D.mine mag.que L.fr, te D.um m. et.pr ag.sco. et pol.c.or t ser.ire. a.ob.re quam.d p. vvre; et rn.io al.rum d et js.ch.st et a.s sn.ts tq.e s.ctas e. ec.les. apstl. et rom. et om. i sc.am. et o.nia ips. s.cramen. et o.nes .atio et r.g. q.ib fid. pos.nt int.rcd p.o me; et t.bi po.lceor q. fac. qu.tqu.t m.lum pot., et atra. ad mala p. omn. Et ab.rncio chrsm. et b.ptm et omn...

He looked up at the church portico. The arches were carved with images of the Last Judgment worn by the elements. Beneath them, dividing the door in two, a niche sheltered an angry-looking Pantocrator. His raised right hand suggested punishment rather than mercy. In his left hand he held an open book, and Corso could not help drawing parallels. He looked around at the church tower and the surrounding buildings. The facades still bore bishops' coats of arms, and he reflected that this square too had once witnessed the bonfires of the Inquisition. After all, this was Toledo. A crucible for underground cults, initiation rites, false converts. And heretics.

He drank some more gin before going back to the book. The text, in an abbreviated Latin code, took up another hundred and fifty-seven pages, the final page being blank. Nine contained the famous engravings inspired, according to legend, by Lucifer himself. Each print had a Latin, Hebrew, and Greek numeral at the top, including a Latin phrase in the same abbreviated code. Corso ordered a third gin and went over them. They looked like the figures of the tarot, or old, medieval engravings: the king and the beggar, the hermit, the hangman, death, the executioner. In the last engraving a beautiful woman was riding a dragon. Too beautiful, he thought, for the religious morality of the time.

He found an identical illustration on a photocopy of a page from Mateu's Universal Bibliography. But it wasn't the same. Corso was holding the Terral-Coy copy, whereas the engraving on the photocopy came, as recorded by the scholarly Mateu in 1929, from another one of the books:

Torchia (Aristide). De Umbrarum Regni Novem Portis. Venetiae, apud Aristidem Torchiam. M.DC.LX.VI. Folio. 160 pages inch title. 9 full page woodcuts. Of exceptional rarity. Only 5 known copies. Fargas Library, Sintra, Port, (see illustration). Coy Library, Madrid, Sp. (engraving 9 missing). Morel Library, Paris, Fr.

Engraving 9 missing. Corso checked and saw that this was wrong. Engraving 9 was there in the copy he held, the copy formerly from the Coy, later the Terral-Coy Library, and now the property of Varo Borja.
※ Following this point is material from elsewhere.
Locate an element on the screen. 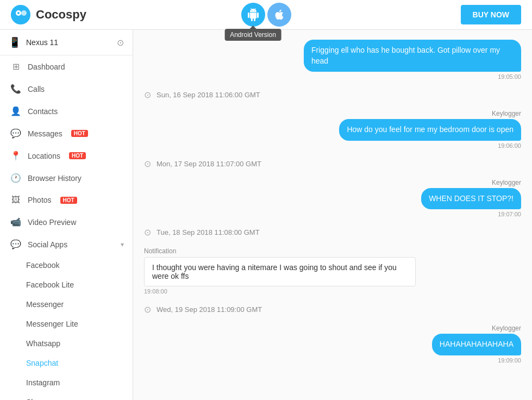  sidebar-item-snapchat: Snapchat is located at coordinates (66, 363).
It must have been a printing error, or a mistake by Mateu himself. In 1929, when the Universal Bibliography was published, printing techniques and distribution methods weren't as efficient. Many scholars mentioned books that they only knew of through third parties. Maybe the engraving was missing from one of the other copies. Corso made a note in the margin of the photocopy. He needed to check it.

He found an identical illustration on a photocopy of a page from Mateu's Universal Bibliography.
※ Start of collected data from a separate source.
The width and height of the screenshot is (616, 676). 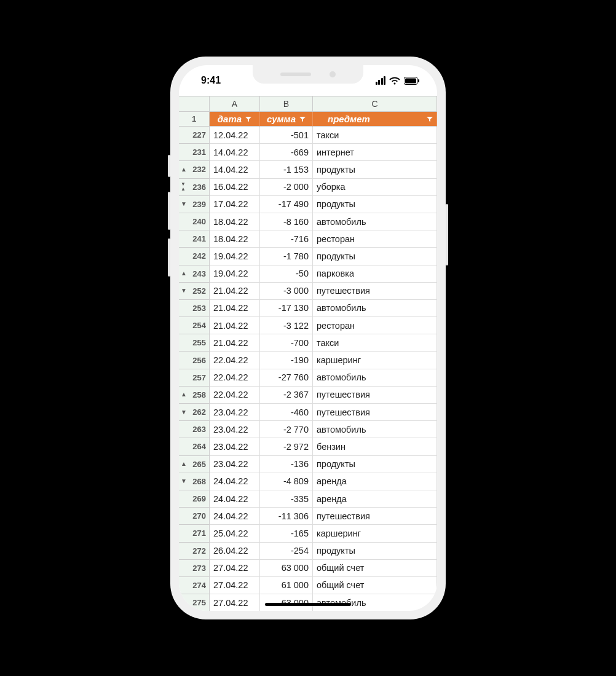 What do you see at coordinates (308, 499) in the screenshot?
I see `table-row: 26924.04.22-335аренда` at bounding box center [308, 499].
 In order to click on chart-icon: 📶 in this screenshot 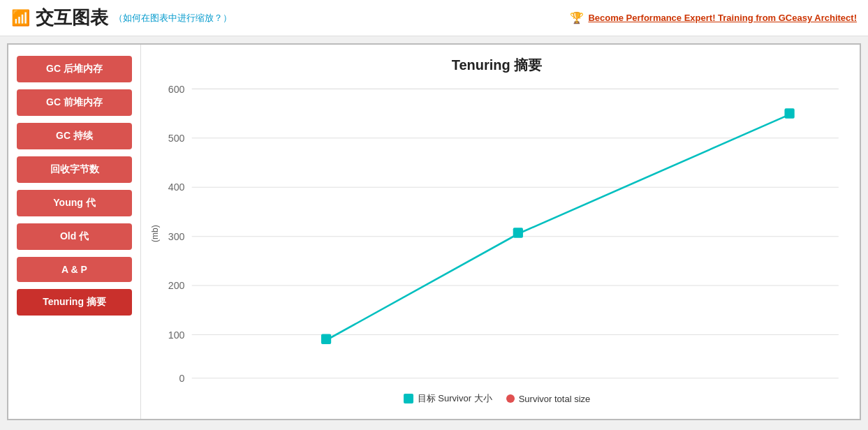, I will do `click(21, 18)`.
A clock somewhere struck three, and pigeons flew up from the tower and roofs. Corso shuddered gently, as if slowly coming to. He felt in his pocket and took out some money. He put it on the table and stood up. The gin made him feel pleasantly detached, blurring external sounds and images. He put the book and file in his canvas bag, slung it over his shoulder, then stood for a few seconds looking at the angry Pantocrator in the portico. He wasn't in a hurry and wanted to clear his head, so he decided to walk to the train station.

When he reached the cathedral, he took a shortcut through the cloisters. He passed the closed souvenir kiosk and stood for a moment looking at the empty scaffolding over the murals undergoing restoration. The place was deserted, and his steps echoed beneath the vault. He thought he heard something behind him. A priest late to confession.